Billions of cicadas are about to emerge from underground in a rare double-brood convergence
From late April through June 2024, the largest brood of 13-year cicadas, known as Brood XIX, will co-emerge with a midwestern brood of 17-year cicadas, Brood XIII.
- From late April through June 2024, the largest brood of 13-year cicadas, known as Brood XIX, will co-emerge with a midwestern brood of 17-year cicadas, Brood XIII.
- A co-emergence like this of two specific broods with different life cycles happens only once every 221 years.
- For about four weeks, scattered wooded and suburban areas will ring with cicadas’ distinctive whistling, buzzing and chirping mating calls.

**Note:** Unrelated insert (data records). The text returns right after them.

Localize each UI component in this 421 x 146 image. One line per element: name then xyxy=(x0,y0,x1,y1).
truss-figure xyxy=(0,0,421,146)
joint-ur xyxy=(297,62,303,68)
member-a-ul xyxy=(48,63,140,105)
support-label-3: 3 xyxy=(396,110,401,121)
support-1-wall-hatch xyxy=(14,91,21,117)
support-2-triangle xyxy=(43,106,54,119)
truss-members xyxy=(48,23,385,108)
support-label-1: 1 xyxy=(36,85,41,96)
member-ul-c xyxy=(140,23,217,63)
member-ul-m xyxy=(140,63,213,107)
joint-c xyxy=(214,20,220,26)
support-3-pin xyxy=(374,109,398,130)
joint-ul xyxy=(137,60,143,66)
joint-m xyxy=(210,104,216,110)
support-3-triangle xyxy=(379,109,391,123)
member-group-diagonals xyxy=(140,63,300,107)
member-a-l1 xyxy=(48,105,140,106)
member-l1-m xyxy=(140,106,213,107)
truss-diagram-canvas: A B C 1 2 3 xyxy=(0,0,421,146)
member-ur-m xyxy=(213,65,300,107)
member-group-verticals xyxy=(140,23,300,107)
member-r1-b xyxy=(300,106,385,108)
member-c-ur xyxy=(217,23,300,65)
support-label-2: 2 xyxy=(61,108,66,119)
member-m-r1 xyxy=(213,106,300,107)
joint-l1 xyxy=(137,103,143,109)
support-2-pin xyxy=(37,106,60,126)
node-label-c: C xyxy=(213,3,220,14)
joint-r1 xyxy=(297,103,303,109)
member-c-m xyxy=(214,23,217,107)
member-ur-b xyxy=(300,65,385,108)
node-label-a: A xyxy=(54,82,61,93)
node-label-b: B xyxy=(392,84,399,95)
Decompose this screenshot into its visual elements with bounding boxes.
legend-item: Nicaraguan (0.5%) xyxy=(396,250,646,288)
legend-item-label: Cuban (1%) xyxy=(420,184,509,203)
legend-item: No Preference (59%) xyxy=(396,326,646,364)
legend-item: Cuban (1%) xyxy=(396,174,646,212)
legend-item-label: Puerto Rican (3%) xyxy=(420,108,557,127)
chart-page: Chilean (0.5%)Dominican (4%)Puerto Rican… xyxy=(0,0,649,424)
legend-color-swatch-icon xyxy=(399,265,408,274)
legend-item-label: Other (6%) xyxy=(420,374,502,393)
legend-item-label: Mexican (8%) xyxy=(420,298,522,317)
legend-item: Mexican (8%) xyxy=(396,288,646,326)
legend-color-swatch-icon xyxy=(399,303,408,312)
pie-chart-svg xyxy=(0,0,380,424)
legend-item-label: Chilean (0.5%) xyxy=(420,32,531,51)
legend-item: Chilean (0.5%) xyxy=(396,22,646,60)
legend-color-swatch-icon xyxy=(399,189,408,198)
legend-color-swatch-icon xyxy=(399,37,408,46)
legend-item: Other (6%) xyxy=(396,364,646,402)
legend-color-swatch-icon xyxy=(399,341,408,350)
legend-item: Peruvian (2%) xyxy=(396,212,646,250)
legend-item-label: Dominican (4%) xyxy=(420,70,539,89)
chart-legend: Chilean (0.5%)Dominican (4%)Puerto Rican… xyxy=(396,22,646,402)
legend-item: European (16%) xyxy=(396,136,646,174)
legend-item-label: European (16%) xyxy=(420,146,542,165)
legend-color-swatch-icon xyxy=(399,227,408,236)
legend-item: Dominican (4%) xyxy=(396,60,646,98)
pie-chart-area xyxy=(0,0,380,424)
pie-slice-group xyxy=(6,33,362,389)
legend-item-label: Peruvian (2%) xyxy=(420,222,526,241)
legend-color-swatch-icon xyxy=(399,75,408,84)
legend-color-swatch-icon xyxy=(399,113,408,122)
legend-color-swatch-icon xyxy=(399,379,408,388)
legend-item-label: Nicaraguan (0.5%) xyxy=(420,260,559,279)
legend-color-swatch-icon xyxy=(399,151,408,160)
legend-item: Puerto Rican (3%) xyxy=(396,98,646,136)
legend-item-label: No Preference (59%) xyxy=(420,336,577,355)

- Once the eggs hatch, new cicada nymphs will fall from the trees and burrow back underground, starting the cycle again.
- It’s no accident that the scientific name for periodical 13- and 17-year cicadas is Magicicada, shortened from “magic cicada.”
Ancient visitors
- Molecular analysis has shown that about 4 million years ago, the ancestor of the current Magicicada species split into two lineages.
- The resulting three lineages are the basis of the modern periodical cicada species groups, Decim, Cassini and Decula.
- The sudden appearance of so many insects reminded them of biblical plagues of locusts, which are a type of grasshopper.
- During the 19th century, notable entomologists such as Benjamin Walsh, C.V. Riley and Charles Marlatt worked out the astonishing biology of periodical cicadas.
Acting in unison
- This increases their chances of accomplishing their key mission aboveground: finding mates.
- While periodical cicadas largely come out on schedule every 17 or 13 years, often a small group emerges four years early or late.
- Early-emerging cicadas may be faster-growing individuals that had access to abundant food, and the laggards may be individuals that subsisted with less.
Will climate change shift Magicicada clocks?
- As glaciers retreated from what is now the U.S. some 10,000 to 20,000 years ago, periodical cicadas filled eastern forests.
- Today there are 12 broods of 17-year periodical cicadas in northeastern deciduous forests, where trees drop leaves in winter.
- Because periodical cicadas are sensitive to climate, the patterns of their broods and species reflect climatic shifts.
- Although periodical cicadas prefer forest edges and thrive in suburban areas, they cannot survive deforestation or reproduce successfully in areas without trees.
- In the late 19th century, one Brood (XXI) disappeared from north Florida and Georgia.
- Climate change could also have farther-reaching effects.
- As the U.S. climate warms, longer growing seasons may provide a larger food supply.
- This may eventually change more 17-year cicadas into 13-year cicadas, just as past warming altered Magicicada neotredecim.
- We hypothesize that this was due to climate warming.
John Cooley receives funding from the National Science Foundation and the National Geographic Society. Chris Simon has received funding from the National Science Foundation, the Fulbright Foundation, the National Geographic Society and the New Zealand Marsden Fund.